CGD senior fellow and director of programs Ruth Levine has urged the U.S. Congress to push for independent evaluation of development assistance. In testimony before the Senate Foreign Relations Committee, Levine said that independent impact evaluation is crucial for ensuring that the billions of dollars spent on development actually helps poor people.

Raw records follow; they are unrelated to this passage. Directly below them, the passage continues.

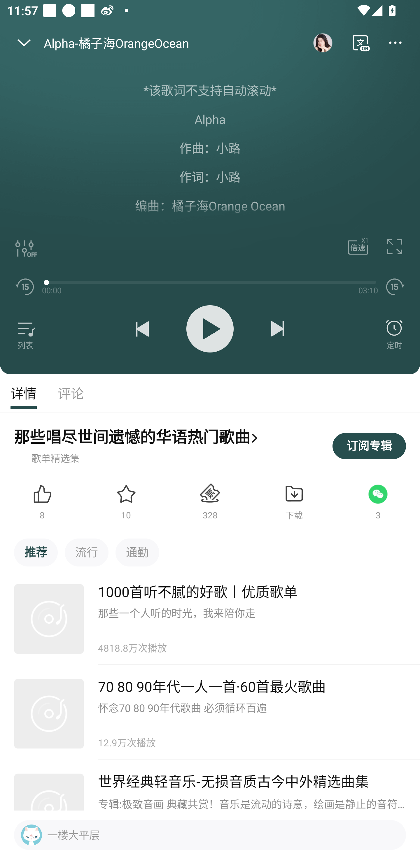  Describe the element at coordinates (294, 501) in the screenshot. I see `下载` at that location.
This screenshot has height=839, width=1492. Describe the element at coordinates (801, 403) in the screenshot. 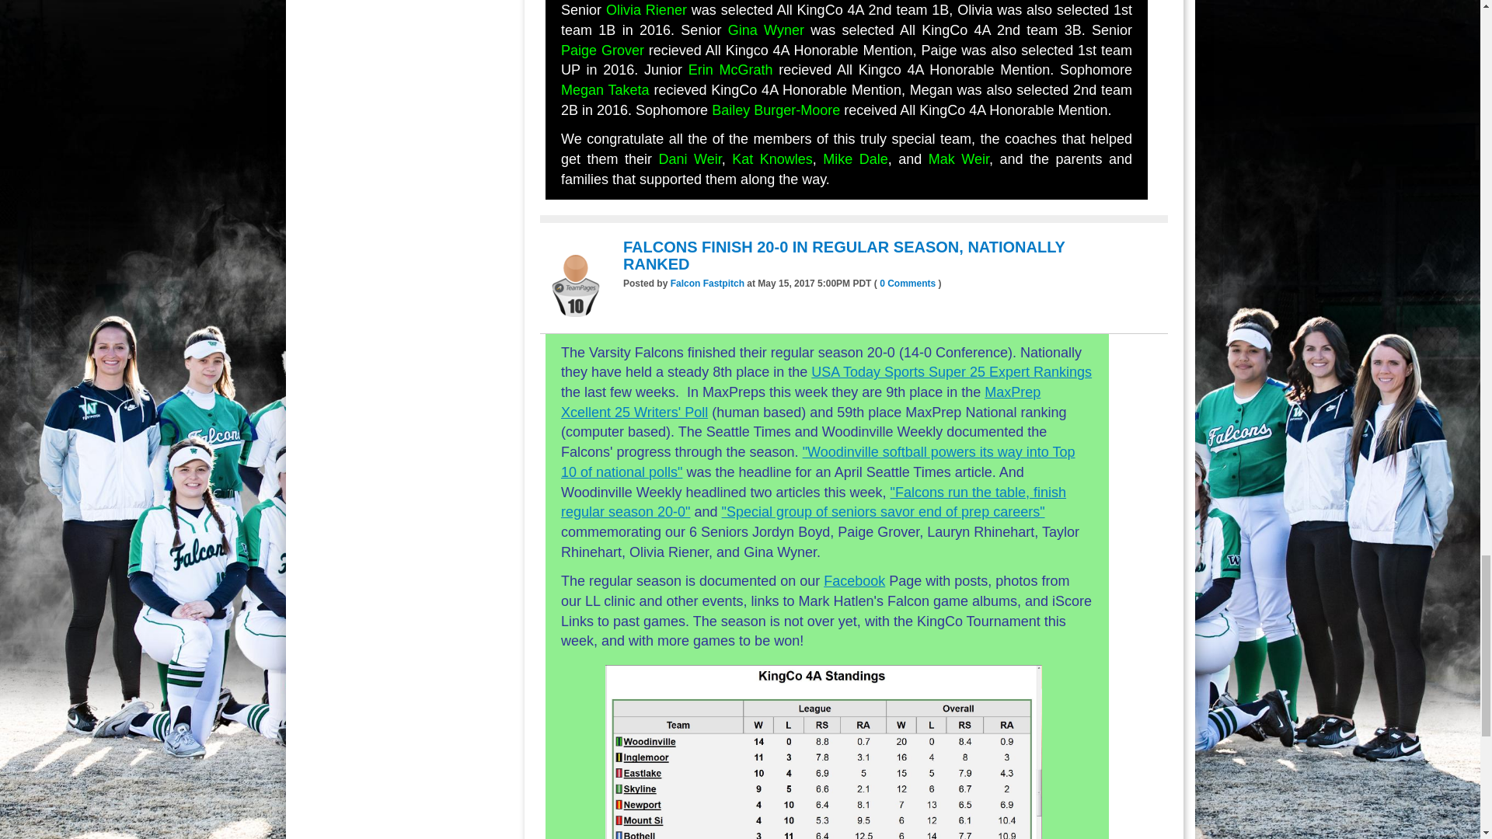

I see `MaxPrep Xcellent 25 Writers' Poll` at that location.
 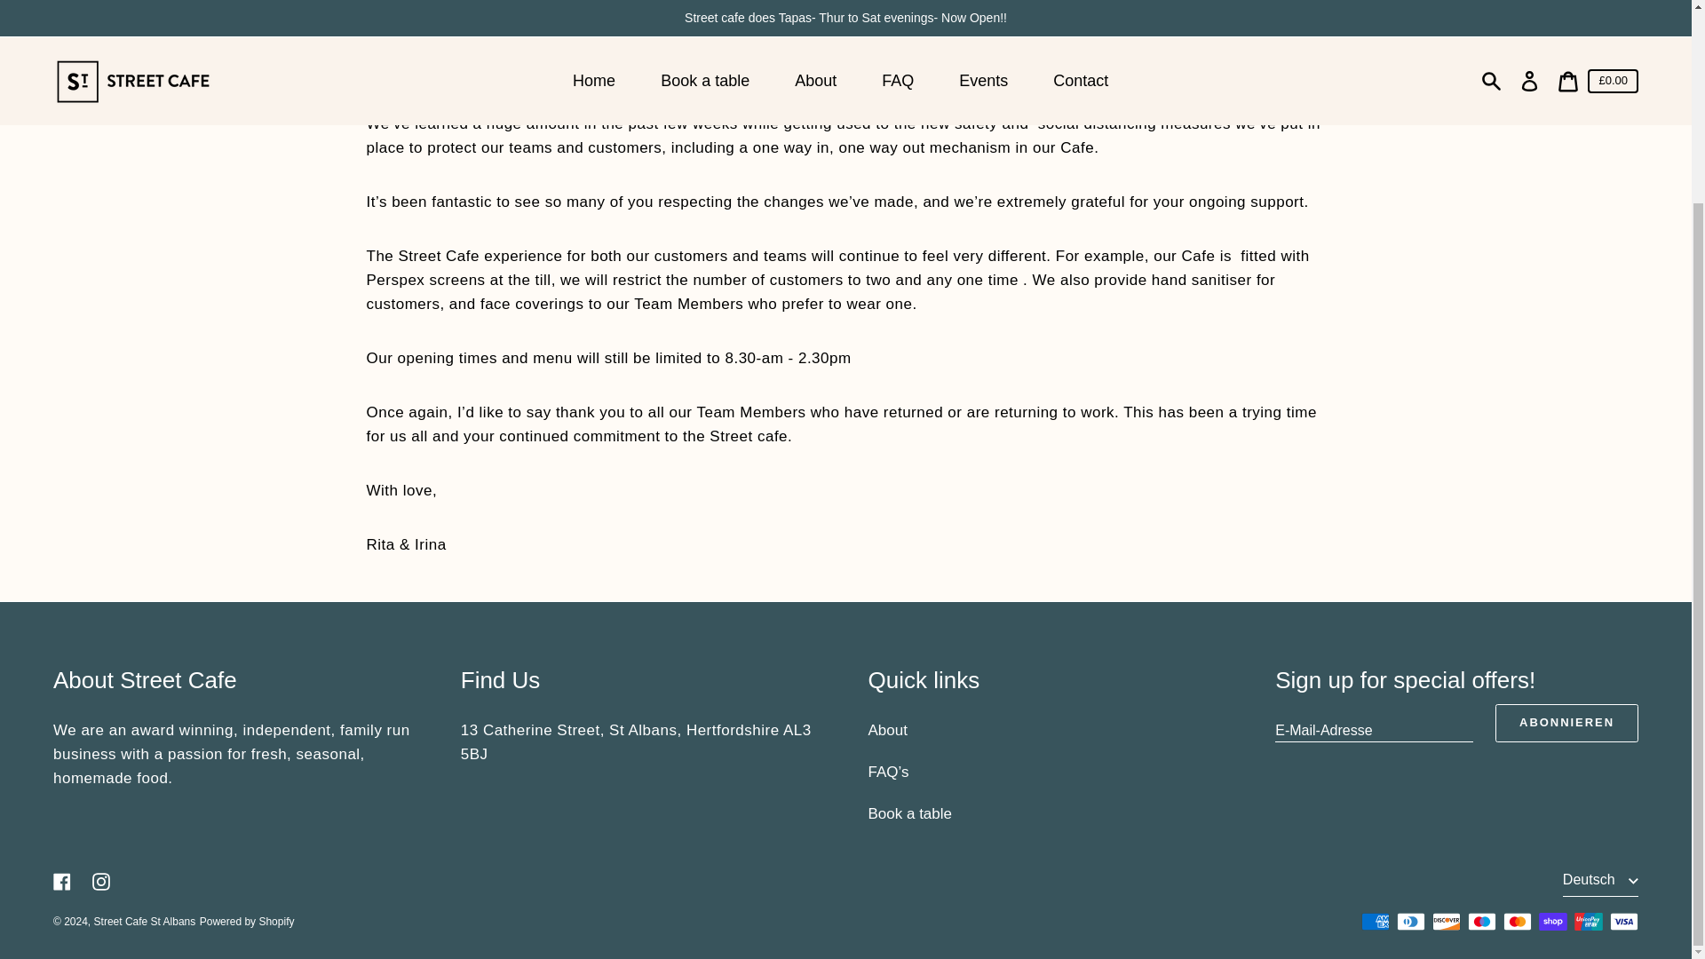 What do you see at coordinates (101, 880) in the screenshot?
I see `Instagram` at bounding box center [101, 880].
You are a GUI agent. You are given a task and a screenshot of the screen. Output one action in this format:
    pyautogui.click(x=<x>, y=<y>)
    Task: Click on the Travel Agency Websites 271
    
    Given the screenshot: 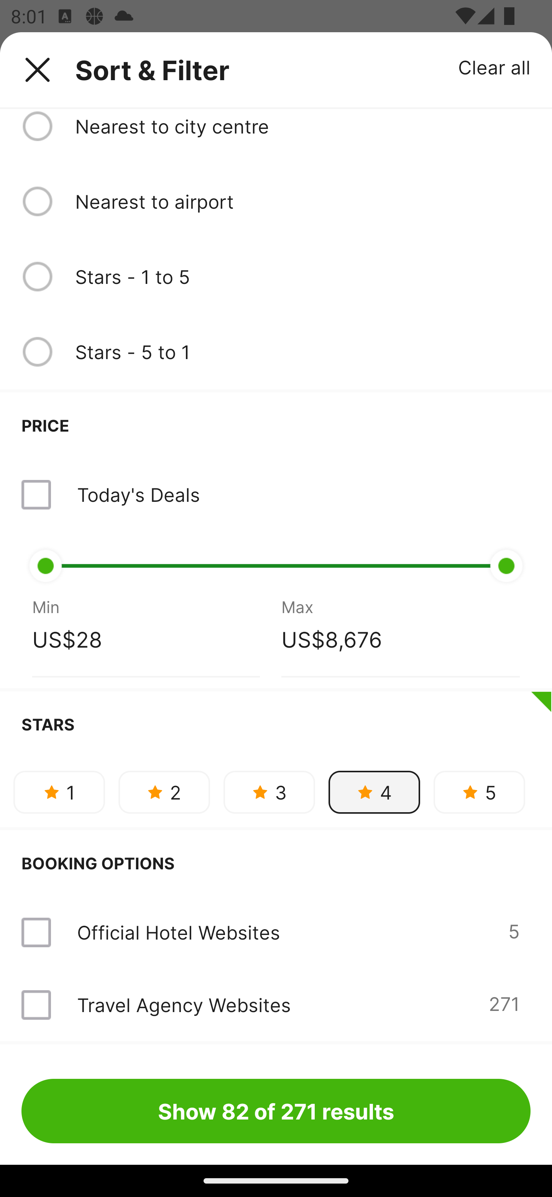 What is the action you would take?
    pyautogui.click(x=276, y=1004)
    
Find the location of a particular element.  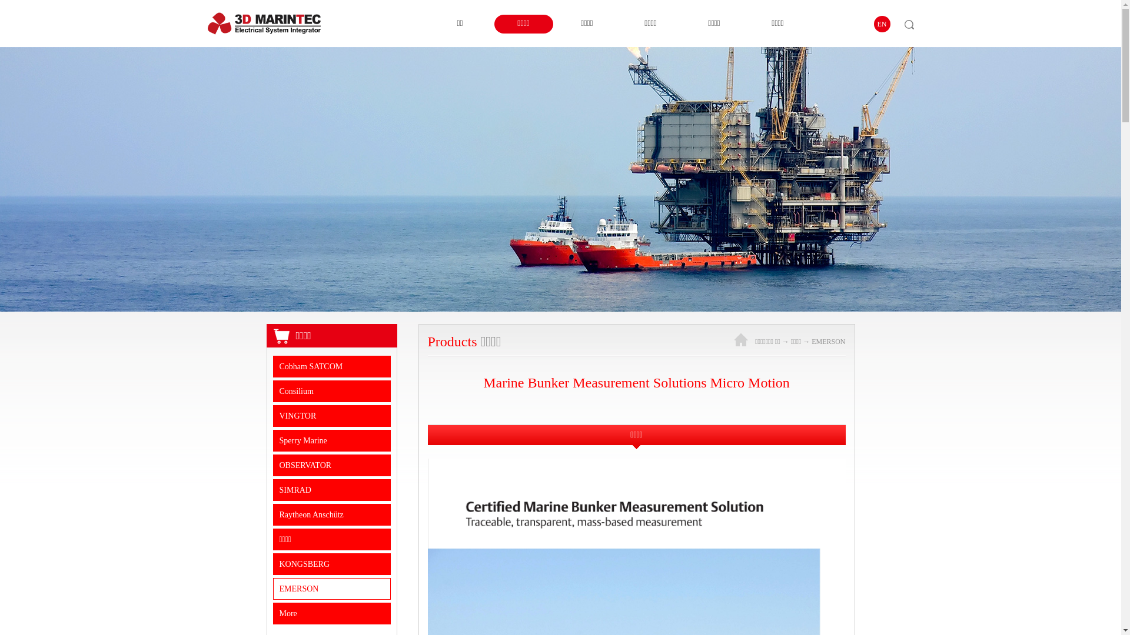

Sperry Marine is located at coordinates (332, 441).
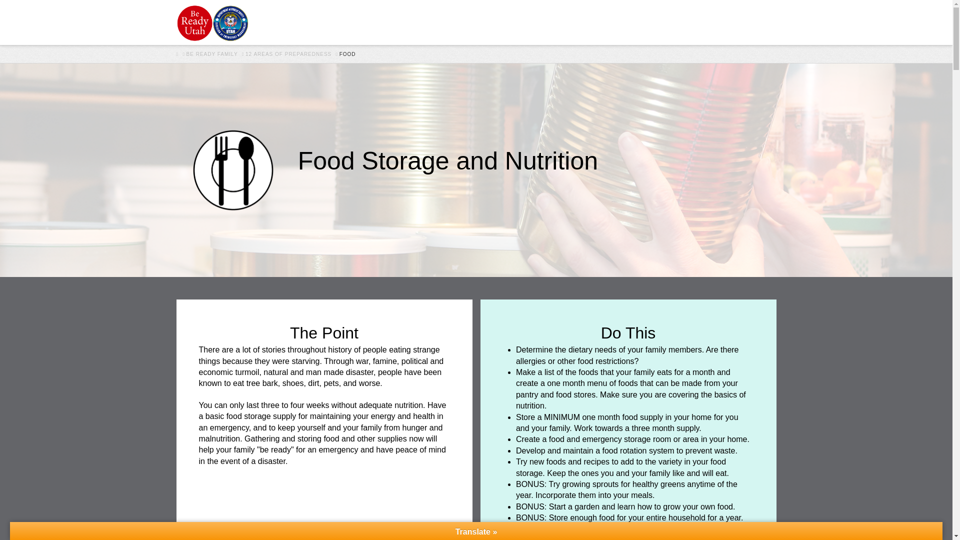  What do you see at coordinates (357, 22) in the screenshot?
I see `FAMILY` at bounding box center [357, 22].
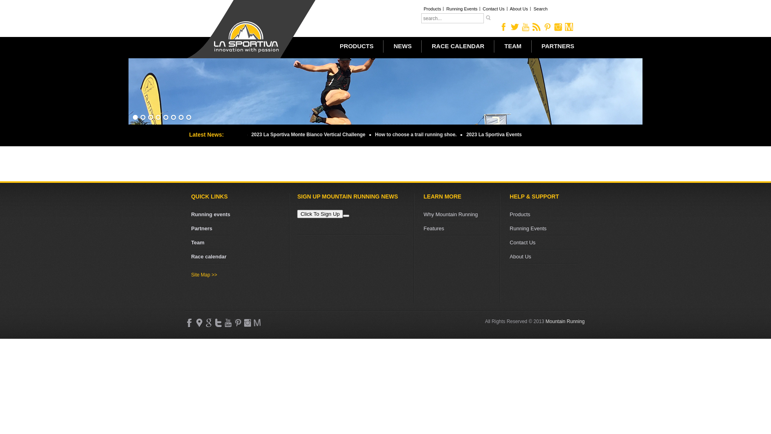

Remarkable increases in primary schooling over the past decade have brought gender equity to the education systems of many poor countries. But some 60 million girls are still not attending school. In this CGD brief, non-resident fellow Maureen Lewis and visiting fellow Marlaine Lockheed explain the key discovery of Inexcusable Absence, their recent book: three out of four girls not in school belong to ethnic, religious, linguistic, racial or other minorities. Based on this important finding, the authors present new practical solutions to achieve universal primary education for girls and boys. Learn more
I’m pleased to announce that we are launching a new research program focused on the economics of improving women’s lives and well-being. Our aim is to bring the best economics research to identify specific actions that can advance gender equality, from fostering women’s involvement in business and entrepreneurship to making use of international policy levers and foreign donor investments. And I’m particularly pleased to welcome Mayra Buvinic as a new Senior Fellow with decades of experience in the fields of gender equality and women’s empowerment.